On March 17, Station Casinos announced it was temporarily closing its Las Vegas properties as a result of the governor’s order relating to the Covid-19 outbreak, and, on May 4, the company announced 39% of its full-time workforce would be terminated on May 16, with benefits to terminate at the end of September.

In its 10-Q for the first quarter of 2020, the company reported that the closures of its properties “have had and will continue to have an adverse effect on the Company’s business and results of operations” and that it continues to have “fixed and variable expenses that will impact our cash position and profitability.” The company also announced it intends to begin a phased reopening of its casinos when permitted by government authorities, but management stated on the May 9 earnings call that it expected the company to be affected by continued state-mandated occupancy and social-distancing restrictions.
Covenant Conclusions (as of March 31)

The amended revolver and term loan agreement contains a 3.00x interest coverage covenant and a 6.50x net first lien leverage covenant, each tested quarterly and for the benefit of revolver and term loan A lenders only. The net first lien leverage covenant permits $400 million of cash netting, and the leverage test steps down to 6.25x for the period ending March 31, 2022, thereafter declining by 0.25x every two quarters until it reaches 5.25x for the periods ending on and after Dec. 31, 2023. Before the amendment, the 6.50x leverage test was set to step down at the period ending March 2020, not March 2022.

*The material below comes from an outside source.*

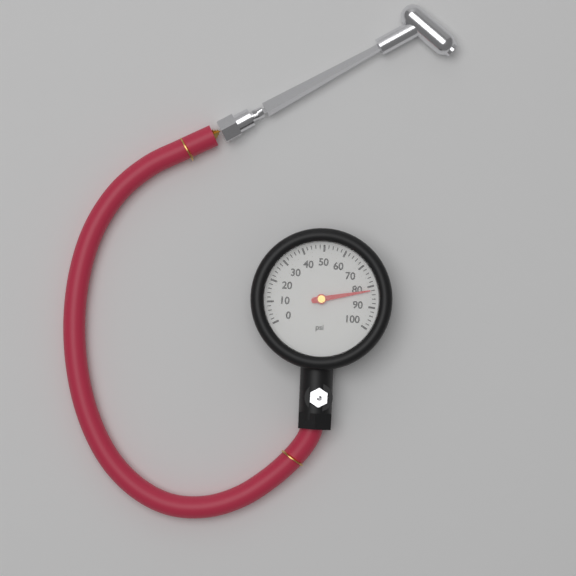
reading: 82 psi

Unlike many other recent amendments to credit agreement in the market, the February amendment did not amend the agreement’s EBITDA calculation.

The company reported net first lien leverage under the covenant of 4.16x as of March 31, which implies covenant EBITDA under the credit agreement of approximately $555 million. Those figures imply additional debt capacity under the 6.50x test of $1.3 billion and an EBITDA cushion of $200 million.

Revolver availability was approximately $30 million as of March 31, and as of March 31 the company could draw down that remaining de minimis amount of availability and remain in compliance with the financial covenants.

The credit agreement’s restrictive covenants generally contain flexibility for the company to incur additional debt or transfer assets to nonguarantors or unrestricted subsidiaries. As of March 31, the agreement’s debt and lien covenants permit the company to incur $500 million of additional first lien debt, $50 million of junior lien debt and unsecured debt in compliance with a 2.5x interest coverage test, which had about 3.86x turns of headroom as of March 31. Nonguarantor subsidiaries can also incur about $75 million of structurally senior debt (with some overlap in capacity amounts).

First lien debt capacity is probably unlikely to be used as that would affect the $200 million EBITDA cushion under the leverage covenant, as that cushion is likely to decrease as the year progresses and EBITDA attributable to non-coronavirus financial quarters roll off.

As to the potential for value leakage, the credit agreement contains capacity for about $75 million of dividends and $425 million of asset transfers. The company cannot use that asset transfer capacity to designate NP IP Holdings LLC (the "IP Holdco") or certain other specified “Principal Subsidiaries” as unrestricted or otherwise release those entities' guarantees of the loans.

Additionally, the credit agreement’s prepayment covenant prohibits open market purchases of the companies existing unsecured notes unless the company can access a builder basket that is subject to a 5.00x total leverage ratio test or a ratio prepayment basket that is subject to a 4.00x total leverage ratio test. Total leverage under the agreement was approximately 7.22x as of March 31.

The negative covenants of the two series of existing unsecured notes, including the notes issued in February, are less restrictive than the negative covenants of the credit agreement.